Many Paths: Music is our universal language

Music as a whole can allow for the mind and body to wander. It creates an alternative universe where it is just you, and the song playing in your ears. Since the beginning of time, we have been making music and listening to it with admiration. We were given a gift that gave us memories, feelings of inexplicable creativity, and joyous times of dancing, laughing, and growing.

As a society, we can understand each other better by our favorite type of music. A very typical ice breaker question is what is your favorite type of music, type of genre, or even your favorite artist.

It can provide clues to if a person is outgoing and adventurous, or reserved and restful. Through our most treasured tunes, we can connect with others, and build a new form of community that shares an appreciation for our dearest form of music. It can strengthen our relationships, construct our character, and while music does not define, it can definitely shape us.

Our universal language is the bonds of music. We cannot all speak the same tongue, but we can understand the emotions a song is telling us. Most of us can understand the story being portrayed to us through the rhythm of the song.

It tells us to cry, or to dance, or to grab a loved one and hold each other until you feel like moving again. When life gives us chaos, just listening to music can provide a glimpse of relief, a moment to rest and let our emotions just be.

Not only is music helping us with our emotional development, but it also plays such a pivotal role in our educational development.

We get to grow and learn more about cultural appreciation through various genres of songs and different styles of music to learn more about the different types of music across the world.

We even increase spatial awareness and pattern recognition through listening to the sounds. Music even teaches us memorization as we continue to listen to the same song until we know every line by heart.

However, it always feels as though you can learn an entire song in a short drive, but never be able to remember a single thing for your next exam.

We learn to dance from an early age through music. Whether we just move to the music, or we learn how to waltz, do the macarena, or a beautiful contemporary piece that leaves the audience in tears.

With the bass that makes you want to just tap your foot or get up and throw your hands and let loose, music will always let you just move in whatever way you feel you should, and music will never judge you.

Music can hold memories. Memories with the happiest of smiles, and memories drenched in sorrow. It can provide a moment of relief for you to reminisce in times shared with your loved ones and remind you why to smile.

It can transform you and take you back in time to when you were just a little kid putting on performances for your families and times with friends and car speakers about to blow.

The melodies remind you of the comfort you felt and the calmness you were wrapped in as the moment continued where all you were worried about was how loud you could sing the next chorus, leaning into the harmonies and feeling the same chills you felt when you listened to your favorite song for the first time, and never wanting to relinquish that feeling.

Music is joy. It is happiness, and beauty, but also sadness, and grief.

It takes you back to the time when you thought the only person in the world who understands you is the verses in the song. The only solace was the artist who could capture your grief within just three and half minutes. It ties you back together from being pulled apart from life.

To know that music is there, always to keep you away from danger, and safe inside your mind is a blessing to everyone who can listen.

It wraps up emotions into a little bundle and gives everyone something they can listen to and just feel.

McKenna Clark is a junior at Williamsfield High School.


**Exercise description:**
Where a line of the material contains the string "equation", copy that line.
-------- Supplied material --------
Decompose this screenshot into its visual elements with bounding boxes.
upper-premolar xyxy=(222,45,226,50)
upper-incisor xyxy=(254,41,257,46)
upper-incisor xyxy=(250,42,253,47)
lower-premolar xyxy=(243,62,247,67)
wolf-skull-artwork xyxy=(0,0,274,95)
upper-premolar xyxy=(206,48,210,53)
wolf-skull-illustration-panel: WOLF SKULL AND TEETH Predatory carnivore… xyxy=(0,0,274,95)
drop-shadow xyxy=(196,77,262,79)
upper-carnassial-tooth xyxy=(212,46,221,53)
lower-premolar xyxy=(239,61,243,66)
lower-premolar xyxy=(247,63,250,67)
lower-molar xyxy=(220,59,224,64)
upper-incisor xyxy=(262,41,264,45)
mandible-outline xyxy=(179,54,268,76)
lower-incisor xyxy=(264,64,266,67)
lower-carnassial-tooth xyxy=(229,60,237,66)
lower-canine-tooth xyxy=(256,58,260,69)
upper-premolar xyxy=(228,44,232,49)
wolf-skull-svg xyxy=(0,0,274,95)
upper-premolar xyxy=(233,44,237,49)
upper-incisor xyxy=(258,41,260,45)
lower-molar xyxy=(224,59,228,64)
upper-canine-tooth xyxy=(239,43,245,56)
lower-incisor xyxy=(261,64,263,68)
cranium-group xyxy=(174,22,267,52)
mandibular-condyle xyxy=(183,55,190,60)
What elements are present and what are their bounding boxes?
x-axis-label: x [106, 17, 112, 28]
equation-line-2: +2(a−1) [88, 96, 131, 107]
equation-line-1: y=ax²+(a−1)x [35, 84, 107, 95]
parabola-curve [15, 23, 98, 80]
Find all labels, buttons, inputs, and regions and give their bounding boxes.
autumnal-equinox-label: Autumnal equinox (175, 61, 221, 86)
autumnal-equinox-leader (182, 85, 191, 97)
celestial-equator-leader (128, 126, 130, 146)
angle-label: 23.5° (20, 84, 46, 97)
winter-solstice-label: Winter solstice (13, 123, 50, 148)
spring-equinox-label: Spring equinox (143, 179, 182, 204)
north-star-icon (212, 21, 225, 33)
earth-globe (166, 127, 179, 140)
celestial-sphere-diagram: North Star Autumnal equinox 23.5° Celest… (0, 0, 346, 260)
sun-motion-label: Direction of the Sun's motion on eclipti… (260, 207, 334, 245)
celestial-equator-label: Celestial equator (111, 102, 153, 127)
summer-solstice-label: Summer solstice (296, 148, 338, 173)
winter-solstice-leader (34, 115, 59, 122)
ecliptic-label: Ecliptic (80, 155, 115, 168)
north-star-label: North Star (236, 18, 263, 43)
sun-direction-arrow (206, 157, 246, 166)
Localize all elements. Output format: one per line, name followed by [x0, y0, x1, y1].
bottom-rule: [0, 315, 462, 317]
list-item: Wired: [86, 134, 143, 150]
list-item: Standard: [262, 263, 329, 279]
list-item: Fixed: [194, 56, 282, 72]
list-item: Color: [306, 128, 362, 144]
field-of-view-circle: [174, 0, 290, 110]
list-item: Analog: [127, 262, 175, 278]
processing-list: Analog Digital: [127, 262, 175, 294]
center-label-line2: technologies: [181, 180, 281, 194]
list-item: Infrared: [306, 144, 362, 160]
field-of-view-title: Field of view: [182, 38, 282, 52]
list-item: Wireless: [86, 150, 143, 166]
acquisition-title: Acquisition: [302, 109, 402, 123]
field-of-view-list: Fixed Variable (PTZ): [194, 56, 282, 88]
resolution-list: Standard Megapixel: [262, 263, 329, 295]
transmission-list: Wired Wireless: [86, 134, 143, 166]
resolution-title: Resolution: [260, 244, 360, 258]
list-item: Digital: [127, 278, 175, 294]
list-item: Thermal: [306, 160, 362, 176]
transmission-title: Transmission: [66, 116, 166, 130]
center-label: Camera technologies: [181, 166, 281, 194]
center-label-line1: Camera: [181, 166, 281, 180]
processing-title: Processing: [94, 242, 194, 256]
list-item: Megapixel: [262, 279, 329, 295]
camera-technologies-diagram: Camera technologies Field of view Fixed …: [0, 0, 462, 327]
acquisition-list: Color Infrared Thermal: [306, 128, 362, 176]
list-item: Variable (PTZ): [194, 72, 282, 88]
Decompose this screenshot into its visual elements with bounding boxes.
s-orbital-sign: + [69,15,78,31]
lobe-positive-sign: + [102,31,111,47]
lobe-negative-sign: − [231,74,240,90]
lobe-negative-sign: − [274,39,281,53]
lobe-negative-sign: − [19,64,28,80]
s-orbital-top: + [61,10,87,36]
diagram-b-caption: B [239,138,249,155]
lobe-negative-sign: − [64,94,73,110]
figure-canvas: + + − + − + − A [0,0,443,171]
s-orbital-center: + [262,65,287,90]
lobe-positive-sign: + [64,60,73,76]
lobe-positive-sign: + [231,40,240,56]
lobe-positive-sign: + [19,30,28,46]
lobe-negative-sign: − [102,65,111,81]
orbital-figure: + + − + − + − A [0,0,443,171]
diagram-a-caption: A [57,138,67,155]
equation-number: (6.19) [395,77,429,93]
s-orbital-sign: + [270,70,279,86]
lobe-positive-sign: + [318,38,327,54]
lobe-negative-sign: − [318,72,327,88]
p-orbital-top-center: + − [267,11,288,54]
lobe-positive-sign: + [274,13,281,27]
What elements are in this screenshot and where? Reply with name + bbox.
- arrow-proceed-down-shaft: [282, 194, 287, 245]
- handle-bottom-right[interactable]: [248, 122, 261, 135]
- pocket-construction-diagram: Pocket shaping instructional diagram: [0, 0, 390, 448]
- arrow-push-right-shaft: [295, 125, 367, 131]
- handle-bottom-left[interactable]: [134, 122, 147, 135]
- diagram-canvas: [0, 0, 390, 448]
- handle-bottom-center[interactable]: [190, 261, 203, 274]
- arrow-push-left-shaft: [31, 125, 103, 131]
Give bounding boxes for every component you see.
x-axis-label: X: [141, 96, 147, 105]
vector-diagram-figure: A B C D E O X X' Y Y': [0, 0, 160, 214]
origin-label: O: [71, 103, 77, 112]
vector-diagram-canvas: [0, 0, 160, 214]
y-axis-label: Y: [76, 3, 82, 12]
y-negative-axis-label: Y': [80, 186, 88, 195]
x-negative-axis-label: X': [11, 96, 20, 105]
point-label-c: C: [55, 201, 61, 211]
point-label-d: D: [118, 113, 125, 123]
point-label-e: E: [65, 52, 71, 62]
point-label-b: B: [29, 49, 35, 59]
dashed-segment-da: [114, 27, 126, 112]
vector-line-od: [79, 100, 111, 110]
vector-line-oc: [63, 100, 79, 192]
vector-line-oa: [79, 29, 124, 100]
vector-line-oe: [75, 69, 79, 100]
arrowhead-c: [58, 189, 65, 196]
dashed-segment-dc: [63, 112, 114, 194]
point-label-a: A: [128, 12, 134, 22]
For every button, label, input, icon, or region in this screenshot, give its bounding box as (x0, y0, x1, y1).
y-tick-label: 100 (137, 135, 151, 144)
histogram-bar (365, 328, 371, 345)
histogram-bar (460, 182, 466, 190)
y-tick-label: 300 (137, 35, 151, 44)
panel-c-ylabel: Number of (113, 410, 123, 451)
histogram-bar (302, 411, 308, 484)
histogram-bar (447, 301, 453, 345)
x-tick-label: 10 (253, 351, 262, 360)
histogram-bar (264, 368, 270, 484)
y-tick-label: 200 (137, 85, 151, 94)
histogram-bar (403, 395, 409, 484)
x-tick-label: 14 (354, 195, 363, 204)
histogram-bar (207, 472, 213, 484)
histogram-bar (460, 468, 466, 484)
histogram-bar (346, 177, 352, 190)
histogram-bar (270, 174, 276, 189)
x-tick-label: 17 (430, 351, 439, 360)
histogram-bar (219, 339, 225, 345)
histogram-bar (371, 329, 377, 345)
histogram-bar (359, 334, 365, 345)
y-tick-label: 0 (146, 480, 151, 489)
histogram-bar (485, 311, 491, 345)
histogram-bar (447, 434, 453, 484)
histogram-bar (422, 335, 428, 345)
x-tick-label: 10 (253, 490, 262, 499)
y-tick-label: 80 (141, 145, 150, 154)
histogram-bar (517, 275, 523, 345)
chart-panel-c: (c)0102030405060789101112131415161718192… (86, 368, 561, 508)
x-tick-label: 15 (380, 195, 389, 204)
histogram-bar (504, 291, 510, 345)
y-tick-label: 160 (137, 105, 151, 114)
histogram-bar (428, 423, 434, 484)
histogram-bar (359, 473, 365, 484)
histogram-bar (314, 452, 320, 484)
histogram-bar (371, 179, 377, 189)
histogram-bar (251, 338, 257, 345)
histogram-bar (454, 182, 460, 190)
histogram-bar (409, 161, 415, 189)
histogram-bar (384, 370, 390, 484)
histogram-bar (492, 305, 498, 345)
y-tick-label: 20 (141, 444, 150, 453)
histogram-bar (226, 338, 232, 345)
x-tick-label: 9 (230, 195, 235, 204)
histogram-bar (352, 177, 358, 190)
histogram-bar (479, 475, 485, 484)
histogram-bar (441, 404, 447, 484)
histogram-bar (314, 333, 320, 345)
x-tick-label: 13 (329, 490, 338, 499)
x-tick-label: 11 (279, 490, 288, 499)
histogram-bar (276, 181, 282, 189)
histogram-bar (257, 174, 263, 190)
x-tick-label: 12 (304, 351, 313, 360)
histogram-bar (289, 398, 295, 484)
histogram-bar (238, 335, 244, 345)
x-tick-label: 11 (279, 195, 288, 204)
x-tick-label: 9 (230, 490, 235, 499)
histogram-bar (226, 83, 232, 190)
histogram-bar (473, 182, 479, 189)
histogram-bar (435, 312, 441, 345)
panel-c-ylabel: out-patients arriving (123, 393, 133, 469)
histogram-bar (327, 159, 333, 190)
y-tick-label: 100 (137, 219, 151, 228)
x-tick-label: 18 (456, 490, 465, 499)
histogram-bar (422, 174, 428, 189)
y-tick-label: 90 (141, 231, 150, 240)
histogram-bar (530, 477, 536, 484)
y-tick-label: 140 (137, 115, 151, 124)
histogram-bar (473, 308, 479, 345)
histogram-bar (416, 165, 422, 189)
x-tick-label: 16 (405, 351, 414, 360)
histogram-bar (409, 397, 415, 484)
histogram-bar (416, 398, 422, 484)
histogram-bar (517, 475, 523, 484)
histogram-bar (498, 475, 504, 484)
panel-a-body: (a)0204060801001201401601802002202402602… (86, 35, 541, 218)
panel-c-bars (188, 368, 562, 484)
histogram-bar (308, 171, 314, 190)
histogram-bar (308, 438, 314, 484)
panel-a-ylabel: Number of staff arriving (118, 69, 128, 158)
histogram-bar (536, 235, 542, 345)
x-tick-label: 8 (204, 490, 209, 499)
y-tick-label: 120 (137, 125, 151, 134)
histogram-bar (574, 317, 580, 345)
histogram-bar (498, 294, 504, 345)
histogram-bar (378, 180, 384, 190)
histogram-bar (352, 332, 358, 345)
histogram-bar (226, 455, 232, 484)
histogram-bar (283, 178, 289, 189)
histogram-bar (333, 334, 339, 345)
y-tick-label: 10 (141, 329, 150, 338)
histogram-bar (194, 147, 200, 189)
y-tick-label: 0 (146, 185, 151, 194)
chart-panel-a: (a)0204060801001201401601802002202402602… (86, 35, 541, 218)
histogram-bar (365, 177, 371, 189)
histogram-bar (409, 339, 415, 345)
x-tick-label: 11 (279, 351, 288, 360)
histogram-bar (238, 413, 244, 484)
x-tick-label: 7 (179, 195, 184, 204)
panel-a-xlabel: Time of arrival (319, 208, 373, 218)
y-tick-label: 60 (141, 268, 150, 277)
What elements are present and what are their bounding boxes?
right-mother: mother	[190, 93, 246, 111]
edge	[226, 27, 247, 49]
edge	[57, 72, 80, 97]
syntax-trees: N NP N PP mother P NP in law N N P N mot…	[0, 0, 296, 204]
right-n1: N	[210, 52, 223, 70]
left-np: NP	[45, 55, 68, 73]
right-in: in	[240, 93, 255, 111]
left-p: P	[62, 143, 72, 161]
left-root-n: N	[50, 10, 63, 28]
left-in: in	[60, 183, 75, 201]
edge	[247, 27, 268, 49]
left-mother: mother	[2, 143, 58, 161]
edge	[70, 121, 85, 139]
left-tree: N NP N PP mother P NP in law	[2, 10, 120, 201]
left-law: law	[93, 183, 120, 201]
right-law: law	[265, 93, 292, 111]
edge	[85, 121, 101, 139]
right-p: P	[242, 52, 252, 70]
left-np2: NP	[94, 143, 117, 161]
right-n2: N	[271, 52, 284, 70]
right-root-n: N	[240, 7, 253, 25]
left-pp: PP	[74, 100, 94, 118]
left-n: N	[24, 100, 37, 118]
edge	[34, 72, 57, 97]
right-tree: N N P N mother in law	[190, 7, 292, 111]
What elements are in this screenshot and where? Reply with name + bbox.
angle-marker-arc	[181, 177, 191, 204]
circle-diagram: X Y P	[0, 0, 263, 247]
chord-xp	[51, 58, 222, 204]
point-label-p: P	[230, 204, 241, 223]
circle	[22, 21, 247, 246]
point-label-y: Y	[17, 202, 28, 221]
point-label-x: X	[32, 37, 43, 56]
--------
**Result for this task:**
equation-line-2: +2(a−1) [88, 96, 131, 107]
equation-line-1: y=ax²+(a−1)x [35, 84, 107, 95]
equation-number: (6.19) [395,77,429,93]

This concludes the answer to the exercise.